Between “the rat race” and retiring to Hawaii there’s a saner middle ground – a scenario in which people’s work lives are far less “busy” and far more productive. Where people spend less time plowing through checklists and more time solving problems creatively – for pay, of course, but also for the joy and sense of accomplishment this brings. Let’s not kid ourselves. A person screwing caps on ketchup bottles for a living is not likely to find deep, personal satisfaction on the job. But for the vast number of idea workers in the present and future economy, there’s a better way.

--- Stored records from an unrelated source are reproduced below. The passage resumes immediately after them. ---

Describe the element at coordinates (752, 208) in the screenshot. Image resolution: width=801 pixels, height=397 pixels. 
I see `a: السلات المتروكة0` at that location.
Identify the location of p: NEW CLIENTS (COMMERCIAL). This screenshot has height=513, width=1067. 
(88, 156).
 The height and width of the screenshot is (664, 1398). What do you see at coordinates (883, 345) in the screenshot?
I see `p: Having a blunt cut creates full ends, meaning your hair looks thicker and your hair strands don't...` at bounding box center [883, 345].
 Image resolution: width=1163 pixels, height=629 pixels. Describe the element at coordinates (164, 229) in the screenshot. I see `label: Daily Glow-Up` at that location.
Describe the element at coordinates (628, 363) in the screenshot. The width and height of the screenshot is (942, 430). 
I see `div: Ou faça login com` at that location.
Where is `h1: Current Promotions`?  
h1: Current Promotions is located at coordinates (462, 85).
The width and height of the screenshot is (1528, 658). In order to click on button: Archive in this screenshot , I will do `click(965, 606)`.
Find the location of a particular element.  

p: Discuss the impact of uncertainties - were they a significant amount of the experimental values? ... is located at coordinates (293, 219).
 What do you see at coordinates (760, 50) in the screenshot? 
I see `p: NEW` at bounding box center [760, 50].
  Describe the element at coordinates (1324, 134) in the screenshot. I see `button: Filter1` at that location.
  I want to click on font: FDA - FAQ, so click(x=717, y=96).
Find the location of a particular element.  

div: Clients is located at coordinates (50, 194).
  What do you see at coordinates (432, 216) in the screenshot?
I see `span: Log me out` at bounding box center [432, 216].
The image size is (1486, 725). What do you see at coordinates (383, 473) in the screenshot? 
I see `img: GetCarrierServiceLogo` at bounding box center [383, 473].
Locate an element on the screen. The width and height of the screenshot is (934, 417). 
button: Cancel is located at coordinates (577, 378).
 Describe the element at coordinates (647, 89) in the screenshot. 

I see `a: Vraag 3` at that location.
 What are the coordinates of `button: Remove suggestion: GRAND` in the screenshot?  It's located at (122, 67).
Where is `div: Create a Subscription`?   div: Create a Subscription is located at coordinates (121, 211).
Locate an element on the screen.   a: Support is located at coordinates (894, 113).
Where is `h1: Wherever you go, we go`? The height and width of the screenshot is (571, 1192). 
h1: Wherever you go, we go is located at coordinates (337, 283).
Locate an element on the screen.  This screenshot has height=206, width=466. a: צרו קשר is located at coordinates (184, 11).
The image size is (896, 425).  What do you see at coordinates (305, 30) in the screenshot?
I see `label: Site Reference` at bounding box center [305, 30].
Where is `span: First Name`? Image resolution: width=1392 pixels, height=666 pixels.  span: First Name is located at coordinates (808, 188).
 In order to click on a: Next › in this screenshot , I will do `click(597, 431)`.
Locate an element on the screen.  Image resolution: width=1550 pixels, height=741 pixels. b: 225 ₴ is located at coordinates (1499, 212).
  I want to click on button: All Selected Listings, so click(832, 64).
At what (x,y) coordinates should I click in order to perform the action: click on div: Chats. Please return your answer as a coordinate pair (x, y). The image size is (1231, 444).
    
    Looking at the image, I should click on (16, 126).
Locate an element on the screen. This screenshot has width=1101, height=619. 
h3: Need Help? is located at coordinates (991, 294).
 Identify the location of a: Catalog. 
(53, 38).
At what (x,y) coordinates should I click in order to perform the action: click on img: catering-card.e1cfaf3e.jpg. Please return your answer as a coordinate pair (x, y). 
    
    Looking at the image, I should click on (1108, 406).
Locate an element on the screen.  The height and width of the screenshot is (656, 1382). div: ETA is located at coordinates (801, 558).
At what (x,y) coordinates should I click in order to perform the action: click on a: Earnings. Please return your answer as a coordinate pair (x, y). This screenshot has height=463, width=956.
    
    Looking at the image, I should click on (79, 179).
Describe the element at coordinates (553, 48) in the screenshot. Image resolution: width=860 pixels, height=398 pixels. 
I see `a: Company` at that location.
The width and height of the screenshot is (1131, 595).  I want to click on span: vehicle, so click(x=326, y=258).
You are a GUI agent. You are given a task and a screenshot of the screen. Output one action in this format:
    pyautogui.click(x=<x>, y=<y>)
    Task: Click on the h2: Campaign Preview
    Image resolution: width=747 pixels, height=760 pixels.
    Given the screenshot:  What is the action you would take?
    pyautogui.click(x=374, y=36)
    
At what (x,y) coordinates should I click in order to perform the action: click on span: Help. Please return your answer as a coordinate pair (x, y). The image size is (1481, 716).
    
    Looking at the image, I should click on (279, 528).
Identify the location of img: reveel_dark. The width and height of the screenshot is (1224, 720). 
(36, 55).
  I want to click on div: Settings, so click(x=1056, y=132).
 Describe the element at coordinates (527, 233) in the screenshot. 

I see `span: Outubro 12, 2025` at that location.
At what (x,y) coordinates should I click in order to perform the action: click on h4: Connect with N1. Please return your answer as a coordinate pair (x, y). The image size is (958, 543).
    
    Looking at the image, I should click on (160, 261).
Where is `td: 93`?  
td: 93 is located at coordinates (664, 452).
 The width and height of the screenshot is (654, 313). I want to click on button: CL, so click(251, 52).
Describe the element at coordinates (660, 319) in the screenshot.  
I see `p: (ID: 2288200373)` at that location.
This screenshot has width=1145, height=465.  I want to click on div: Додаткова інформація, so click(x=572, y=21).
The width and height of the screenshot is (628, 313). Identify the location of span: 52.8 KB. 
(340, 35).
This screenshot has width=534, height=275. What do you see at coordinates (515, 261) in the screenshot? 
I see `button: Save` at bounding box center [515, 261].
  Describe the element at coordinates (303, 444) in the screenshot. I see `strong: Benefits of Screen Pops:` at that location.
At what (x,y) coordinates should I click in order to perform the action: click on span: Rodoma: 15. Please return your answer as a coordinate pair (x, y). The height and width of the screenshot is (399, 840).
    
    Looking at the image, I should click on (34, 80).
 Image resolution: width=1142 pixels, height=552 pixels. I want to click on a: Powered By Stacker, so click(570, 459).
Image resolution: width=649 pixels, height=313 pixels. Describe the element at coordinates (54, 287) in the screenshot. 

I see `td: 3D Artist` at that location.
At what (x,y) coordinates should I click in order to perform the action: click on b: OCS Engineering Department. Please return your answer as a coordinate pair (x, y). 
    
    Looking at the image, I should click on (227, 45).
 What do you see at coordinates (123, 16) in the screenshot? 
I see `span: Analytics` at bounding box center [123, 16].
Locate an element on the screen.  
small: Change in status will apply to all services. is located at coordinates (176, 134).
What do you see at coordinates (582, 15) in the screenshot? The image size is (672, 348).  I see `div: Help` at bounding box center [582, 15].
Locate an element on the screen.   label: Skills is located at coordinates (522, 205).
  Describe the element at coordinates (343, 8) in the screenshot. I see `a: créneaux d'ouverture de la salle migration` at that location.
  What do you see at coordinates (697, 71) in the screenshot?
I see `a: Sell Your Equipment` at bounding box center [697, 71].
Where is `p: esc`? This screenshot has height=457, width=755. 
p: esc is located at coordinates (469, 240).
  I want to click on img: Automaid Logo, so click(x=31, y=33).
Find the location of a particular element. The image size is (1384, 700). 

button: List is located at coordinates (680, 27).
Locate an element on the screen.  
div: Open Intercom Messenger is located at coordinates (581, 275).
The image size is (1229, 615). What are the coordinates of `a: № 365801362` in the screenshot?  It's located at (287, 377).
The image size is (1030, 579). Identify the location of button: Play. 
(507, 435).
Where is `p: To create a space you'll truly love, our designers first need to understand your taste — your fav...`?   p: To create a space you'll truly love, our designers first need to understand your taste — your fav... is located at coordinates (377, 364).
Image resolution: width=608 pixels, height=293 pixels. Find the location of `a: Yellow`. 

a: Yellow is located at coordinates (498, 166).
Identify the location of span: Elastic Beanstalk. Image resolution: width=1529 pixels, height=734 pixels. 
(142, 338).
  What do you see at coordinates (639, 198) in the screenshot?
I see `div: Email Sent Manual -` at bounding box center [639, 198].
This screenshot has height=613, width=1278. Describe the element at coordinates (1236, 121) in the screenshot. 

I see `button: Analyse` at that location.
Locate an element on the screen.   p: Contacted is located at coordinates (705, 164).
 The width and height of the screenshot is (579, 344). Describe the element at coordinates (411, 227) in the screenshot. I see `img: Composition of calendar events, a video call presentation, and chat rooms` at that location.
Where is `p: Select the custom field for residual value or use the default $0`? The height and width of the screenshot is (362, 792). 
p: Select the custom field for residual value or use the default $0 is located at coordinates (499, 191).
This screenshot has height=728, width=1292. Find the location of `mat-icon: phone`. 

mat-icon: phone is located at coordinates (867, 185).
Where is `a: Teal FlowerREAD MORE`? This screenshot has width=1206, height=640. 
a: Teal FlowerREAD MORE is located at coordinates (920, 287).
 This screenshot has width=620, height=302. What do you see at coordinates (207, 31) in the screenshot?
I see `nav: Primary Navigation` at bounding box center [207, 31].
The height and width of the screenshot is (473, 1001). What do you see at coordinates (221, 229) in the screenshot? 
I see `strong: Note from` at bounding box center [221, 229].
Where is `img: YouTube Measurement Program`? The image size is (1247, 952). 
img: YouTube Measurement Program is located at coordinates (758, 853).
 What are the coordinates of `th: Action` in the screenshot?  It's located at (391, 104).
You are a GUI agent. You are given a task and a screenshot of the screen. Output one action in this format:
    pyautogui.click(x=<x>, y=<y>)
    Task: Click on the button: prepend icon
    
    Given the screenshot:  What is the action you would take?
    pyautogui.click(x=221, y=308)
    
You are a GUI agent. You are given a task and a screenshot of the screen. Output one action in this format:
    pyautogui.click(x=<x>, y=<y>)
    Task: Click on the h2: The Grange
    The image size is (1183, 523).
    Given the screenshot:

Psychologist Dan Ariely, author of The Upside of Irrationality, cites the example of Google, whose engineers are free to use 20% of their work week (one full day) any way they want. Google’s betting that its highly creative employees will devote at least some of that time to projects that benefit the company. An even surer bet is that they’ll be working hard – in the best sense of the phrase – the other 80% of their time, happy to invest their energy in a company that respects their autonomy and views them not only as employees, but as people.
What’s the Significance?
Until his untimely death at the age of 31, Eric Rauch was a biologist and theoretical ecologist at MIT. In his articleProductivity and the Workweek, he argues that while productivity has steadily increased in developed countries since 1950, workers’ subjective sense of well-being has not seen a similar increase. In other words, the work week could be drastically shortened without painfully reducing workers’ standards of living. In fact, Rauch points out, “shorter hours were assumed to be a natural consequence of increased productivity in the US until the 1930’s, appearing in the platforms of all major parties.”
But what would we do with all that free time? According to Dan Ariely, lots of things – some directly work-related, some not, but all likely to improve the quality of our working lives. Humans are not, Ariely notes, motivated only by money on the one hand and the desire to sunbathe while sipping martinis on the other. Ironically, a shorter “official” work week would likely weaken the defensive barriers many employees erect between work and play, freeing their minds to reach “a-ha” solutions to work-related problems even while sunbathing, and to use their time at the office more efficiently and effectively.
For companies curious – yet anxious – about becoming more Google-like, a first step might be to take a hard look at your office culture. Do people seem relaxed and enthusiastic about their jobs? Do they spontaneously share ideas and collaborate informally when problems arise? Or is everybody hunched over his or her respective desk all day, radiating a “Harder-Working-Than-Thou” aura?
If b), ask yourself this: is all that hard work translating into the kind of innovation and progress your company dreams of? Chances are it isn’t. The reason, says Ariely, is that human productivity isn’t a simple “numbers game.” And any job that robots won’t be doing 50 years from now needs an employee with a sense of balance and personal freedom, not a slave mentality.
If b), ask yourself this: is all that hard work translating into the kind of innovation and progress your company dreams of? Chances are it isn’t. The reason, says Ariely, is that human productivity isn’t a simple “numbers game.” And any job that robots won’t be doing 50 years from now needs an employee with a sense of balance and personal freedom, not a slave mentality.
This post is part of the series Inside Employees’ Minds, presented by Mercer.